Shari Rabin is the author of Jews on the Frontier: Religion and Mobility in Nineteenth-Century America (NYU Press). She is blogging here this week as part of JBC’s Visiting Scribe series.
While writing my book about Jews in the era of westward expansion, I found myself getting asked (a lot) about the Gene Wilder comedic western The Frisco Kid. Although there are countless cinematic depictions — and historical accounts — of Jewish life on the Lower East Side, apparently the rest of the country has to resign itself to this 1979 box office flop, which tells the story of a Polish rabbi traveling westward to San Francisco in 1850. Recently, some twenty years after I last saw it, I sat down to confront my subject’s most famous treatment.
Let me begin by saying that I do not recommend watching The Frisco Kid if you’re looking for good entertainment. Best known as the Gene Wilder western that is not Mel Brooks’ Blazing Saddles, it boasts a Rotten Tomatoes score of 53% and a story that is light on plot development and heavy on gimmicky ethnic stereotypes. At one point Wilder’s migrant rabbi, Avram Belinsky, mistakes the Amish for fellow Jews (he addresses them in Yiddish), and at another he teaches a group of Native Americans the horah. I have found no documentary evidence of such occurrences, and, indeed, The Frisco Kid does not make for great history either, although it does touch on a number of important themes.
There was no congregation in San Francisco in 1850, although there had been Jewish worship organized in the city the year before. The majority of Jewish immigrants in this period were from German-speaking lands, but there was also a Polish, Yiddish-speaking contingent. The first two congregations in San Francisco were founded at the same time, in 1851, to accommodate both communities. Emanuel was the “German” synagogue and Sherith Israel the “Polish” — nowhere in the city, however, was there a Beis Yisroel, the name of Belinsky’s congregation in the movie.
It was, in fact, very challenging for frontier congregations to procure rabbis. The first rabbi didn’t come to America until 1840 and for much of the nineteenth century the vast majority of congregations were served by hazanim, non-rabbinic functionaries who could lead worship and provide other Jewish services. It was not unheard of for congregations to bring these men from Europe, as Belinsky is summoned from his yeshiva in the film, but more often they would advertise in the American Jewish press and hire someone who was already in the United States. The first rabbi in San Francisco was Julius Eckman, a Polish immigrant who had previously served congregations in Mobile, New Orleans, and Charleston before coming to town in 1854.
The frontier could be a difficult place for anyone, including, if not especially, for Jews. Avram is conned, robbed, and threatened at various points in the film, and while his experiences were extreme, many Jews did worry about the uncertainty and danger of American life. Upon his emigration to America, Jewish migrant Solomon Roth’s father wrote him a letter filled with advice, including “Do not trust a stranger; and certainly, do not confide in him, particularly if he flatters you.” Although they were protected from the worst by their whiteness, Jews nevertheless got in fistfights, encountered con-men and, in at least one case, died by falling off of a horse. The frontier was not for the faint of heart. It was also, for the most part, not for the Sabbath observant. Avram’s commitment to the Sabbath is a major plot device in The Frisco Kid—he won’t ride on Shabbes — and while that seems to have been the norm among rabbis and hazanim, most ordinary Jews bowed to economic pressures to work on Saturdays.
About 49 minutes into the film Avram, accompanied by his new friend, Harrison Ford’s non-Jewish bank robber Tommy, beholds a scenic vista and a frontier town in rapid succession. He exclaims, “I think we found the Garden of Eden!…What a wonderful place America is!” Dangerous though it could be, American Jews did interact and forge friendships with a wide range of Americans on the road and they regularly expressed their awe of and appreciation for their new country. In 1852 the president of San Francisco’s Congregation Emanu-El wrote, “How thankful ought we to be to the God of our forefathers who has watched over and guarded our people through the wanderings of eighteen hundred years and has made us the humble instruments of planting the cherished faith of our fathers upon the shores of the Pacific.” The Frisco Kid may not do a great job of entertaining or of documenting the historical past, but it does succeed in capturing this sense of wonder and optimism, a strain of popular American Jewish thought which was as alluring in 1979 as it had been in 1852.
Shari Rabin is the author of Jews on the Frontier: Religion and Mobility in Nineteenth-Century America (NYU Press, 2017). She is Assistant Professor of Jewish Studies and Director of the Pearlstine/Lipov Center for Southern Jewish Culture at the College of Charleston. She is a historian of American religions and modern Judaism, specializing in the nineteenth century.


:: What to do ::
If a line below contains the string "page", return that line.

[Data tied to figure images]
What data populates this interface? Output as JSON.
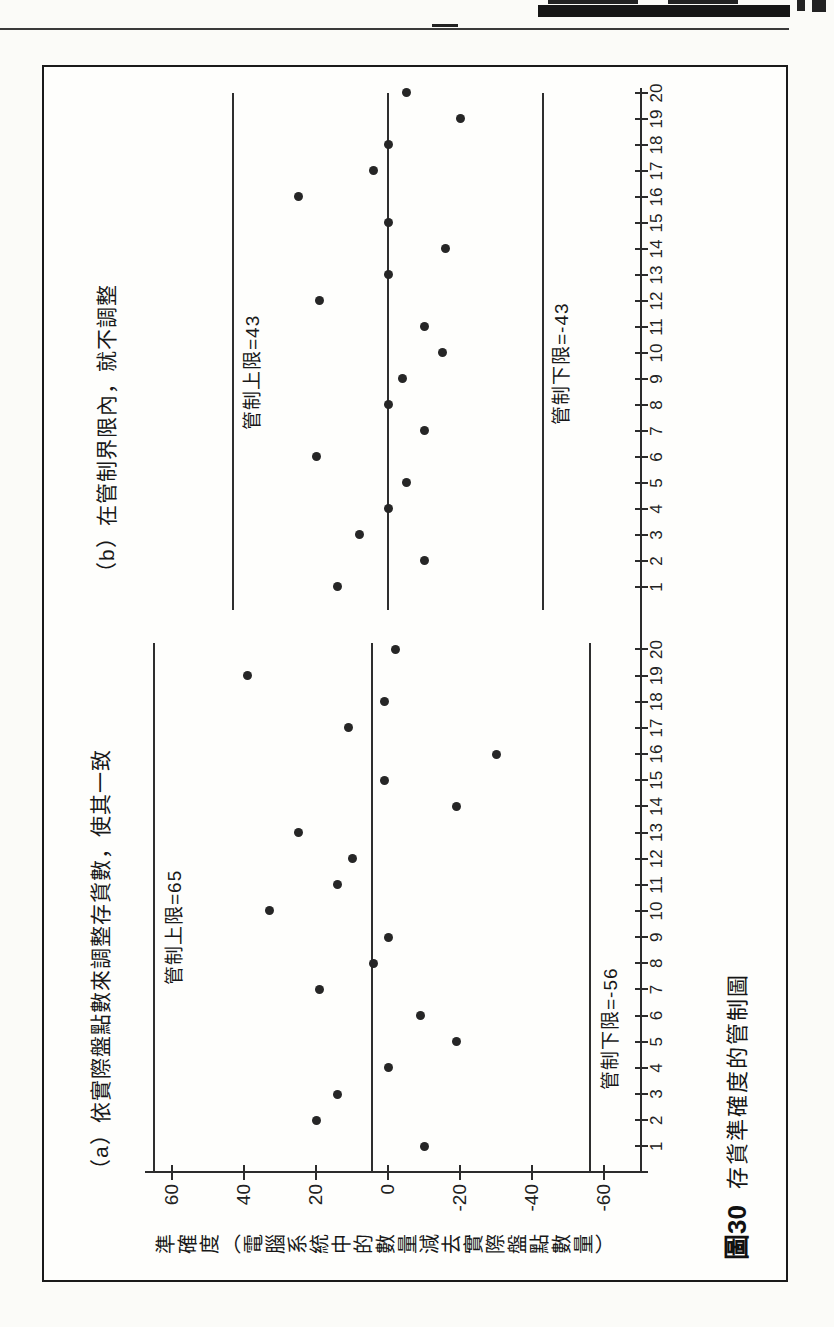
{
  "page": {
    "header_note_fragments": "partially cropped chapter header text",
    "ink_color": "#1c1c1c",
    "paper_color": "#fbfbf8"
  },
  "figure": {
    "caption_label": "圖30",
    "caption_text": "存貨準確度的管制圖"
  },
  "chart_data": {
    "type": "scatter",
    "title": "圖30 存貨準確度的管制圖",
    "xlabel": "",
    "ylabel": "準確度（電腦系統中的數量減去實際盤點數量）",
    "yticks": [
      60,
      40,
      20,
      0,
      -20,
      -40,
      -60
    ],
    "ylim": [
      -72,
      68
    ],
    "x_range": [
      1,
      20
    ],
    "grid": "off",
    "legend": "none",
    "layout_note": "two control-chart panels printed side by side, figure rotated 90 degrees on the book page",
    "panels": [
      {
        "id": "a",
        "title": "（a）依實際盤點數來調整存貨數，使其一致",
        "ucl": 65,
        "lcl": -56,
        "center": 4.5,
        "ucl_label": "管制上限=65",
        "lcl_label": "管制下限=-56",
        "x": [
          1,
          2,
          3,
          4,
          5,
          6,
          7,
          8,
          9,
          10,
          11,
          12,
          13,
          14,
          15,
          16,
          17,
          18,
          19,
          20
        ],
        "values": [
          -10,
          20,
          14,
          0,
          -19,
          -9,
          19,
          4,
          0,
          33,
          14,
          10,
          25,
          -19,
          1,
          -30,
          11,
          1,
          39,
          -2
        ]
      },
      {
        "id": "b",
        "title": "（b）在管制界限內，就不調整",
        "ucl": 43,
        "lcl": -43,
        "center": 0,
        "ucl_label": "管制上限=43",
        "lcl_label": "管制下限=-43",
        "x": [
          1,
          2,
          3,
          4,
          5,
          6,
          7,
          8,
          9,
          10,
          11,
          12,
          13,
          14,
          15,
          16,
          17,
          18,
          19,
          20
        ],
        "values": [
          14,
          -10,
          8,
          0,
          -5,
          20,
          -10,
          0,
          -4,
          -15,
          -10,
          19,
          0,
          -16,
          0,
          25,
          4,
          0,
          -20,
          -5
        ]
      }
    ]
  }
}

:: Result for this task ::
  "page": {
    "layout_note": "two control-chart panels printed side by side, figure rotated 90 degrees on the book page",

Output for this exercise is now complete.